Practical approaches to sensitise the community
Use methods that respect local culture, language (Kiswahili / local dialects) and preferred communications channels.
- Community meetings (barazas): Invite elders, youth, local chiefs and boda-boda leaders. Present the problem and the social enterprise idea. Allow questions.
- School events: Present in assemblies, make posters, invite students to join as volunteers.
- Local radio and community drama: Create a short radio spot or skit that explains the benefit in simple terms and local language.
- Demonstrations and hands-on days: Show a working prototype: a clean toilet, solar lamp or recycled products. Seeing creates trust.

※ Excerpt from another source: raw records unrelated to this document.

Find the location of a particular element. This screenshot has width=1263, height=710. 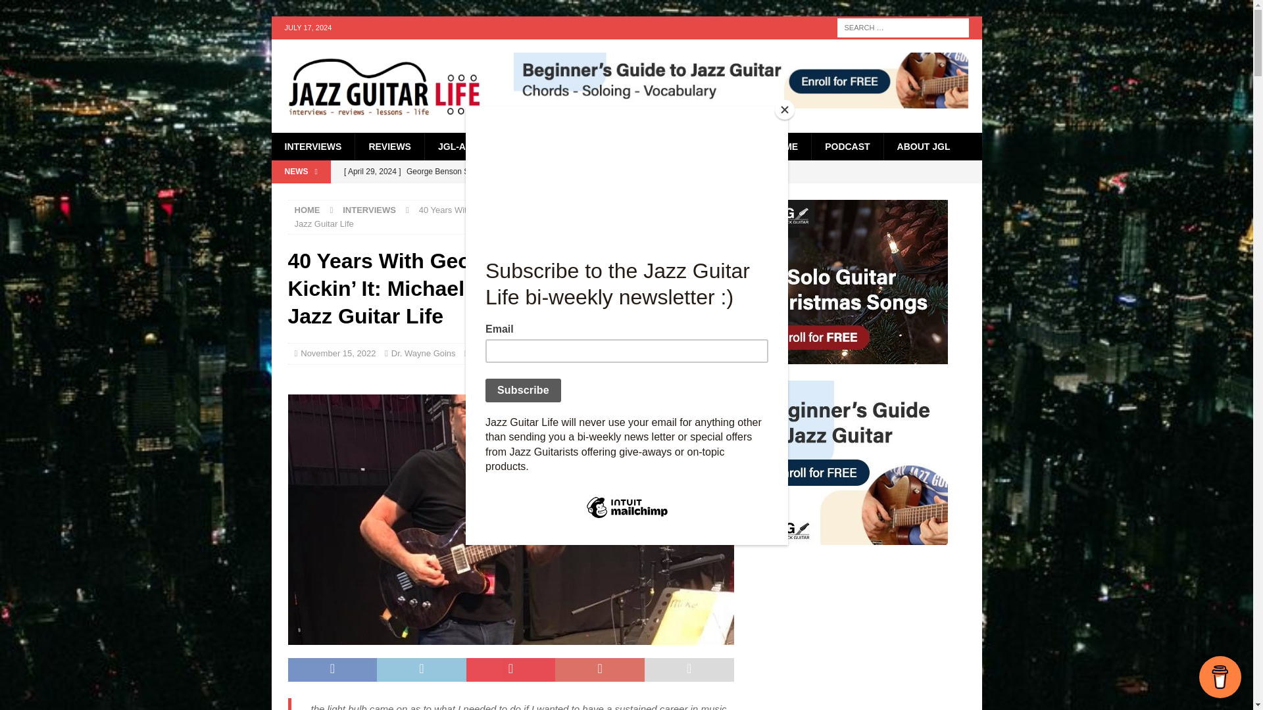

November 15, 2022 is located at coordinates (337, 354).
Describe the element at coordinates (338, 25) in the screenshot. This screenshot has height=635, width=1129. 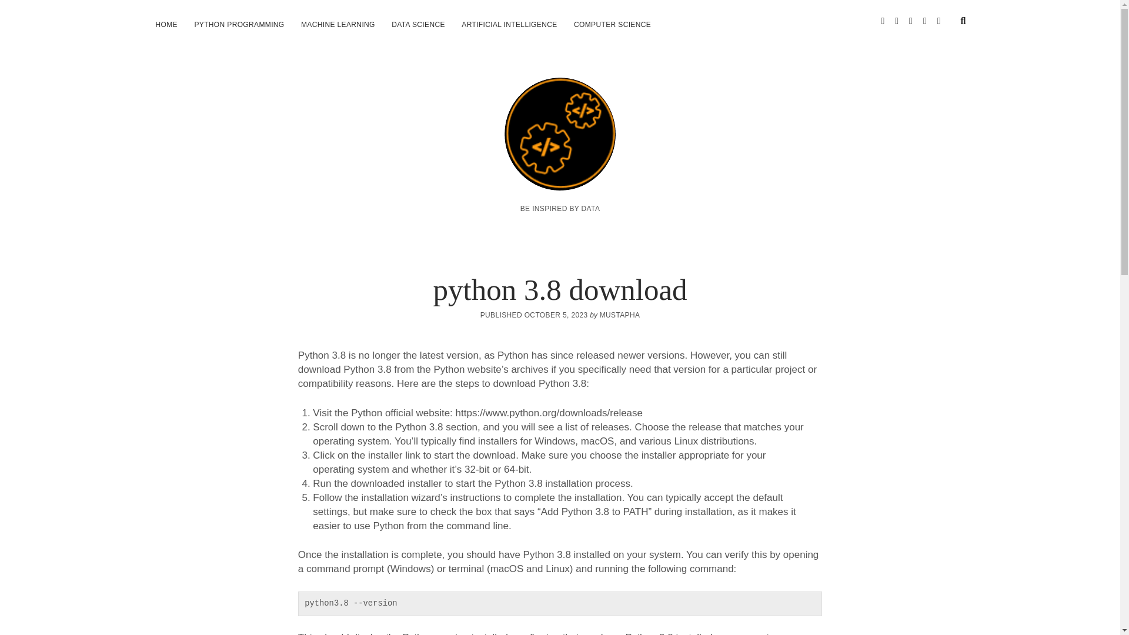
I see `MACHINE LEARNING` at that location.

- Use champions: Identify trusted people (teachers, church leaders, market heads) to recommend the idea.
- Social media and SMS: For towns, use WhatsApp groups and Facebook pages; for rural areas, combine radio and word-of-mouth.
- Incentives: Small incentives like discounts, free trial weeks, or community recognition help early adoption.
Benefits of social enterprises to the community
- Provide solutions to local problems (sanitation, education materials, energy).
- Create local jobs and income (youth and women get work).
- Offer affordable goods or services designed for the poor.
- Build local skills and promote teamwork and leadership.
- Reduce dependency on donations by using sustainable income models.
- Stimulate community pride and participation in development.
Simple classroom activities (Suggested learning experiences)
Use the activities below to meet the learning outcomes. Time suggestions are given for a 40–60 minute lesson or for project work across several lessons.
1. Brainstorm & compare (20–30 minutes)
Split the class into three groups. Each group lists examples of: a) social enterprises in Kenya; b) commercial businesses; c) public services. Groups present differences using a T-chart on the board.
2. Local case study (project: 2–3 lessons)
Study a nearby social enterprise or NGO-run business (e.g., a youth recycling group, a community water kiosk). Tasks: - Interview founder or manager (prepare 5 questions). - Observe customers and how money is collected or services given. - Report: What problem is solved? How is it funded? What could improve?
3. Role-play community sensitisation (30–40 minutes)
Groups prepare a 5-minute skit or radio jingle in Kiswahili or local language to explain a new social enterprise (e.g., low-cost toilets, affordable solar kits). Focus on clear benefits and how to join.
4. Mini-project: design a youth social enterprise (2–4 lessons)
In groups, design a simple social enterprise for the local area. Prepare a one-page plan: - Problem statement - Proposed solution - Who benefits - How money is made/kept sustainable - A short plan to tell the community (poster, radio script or WhatsApp message) Present to class and receive feedback.
Assessment ideas
- Short quiz: define social enterprise; list 2 differences from a regular business.
- Group presentation graded on clarity, community involvement plan and sustainability idea.
- Reflection: write one paragraph on how a social enterprise could help your village/town.
Quick checklist for students (use before a community project)
- Have we asked the community what they want?
- Is our idea affordable and culturally acceptable?
- Who are our partners (school, chief, local business)?
- How will we measure if it works (numbers, stories)?
- Do we have a simple plan for money (small fees, sales, or support)?
- How will we tell people about it (baraza, radio, posters)?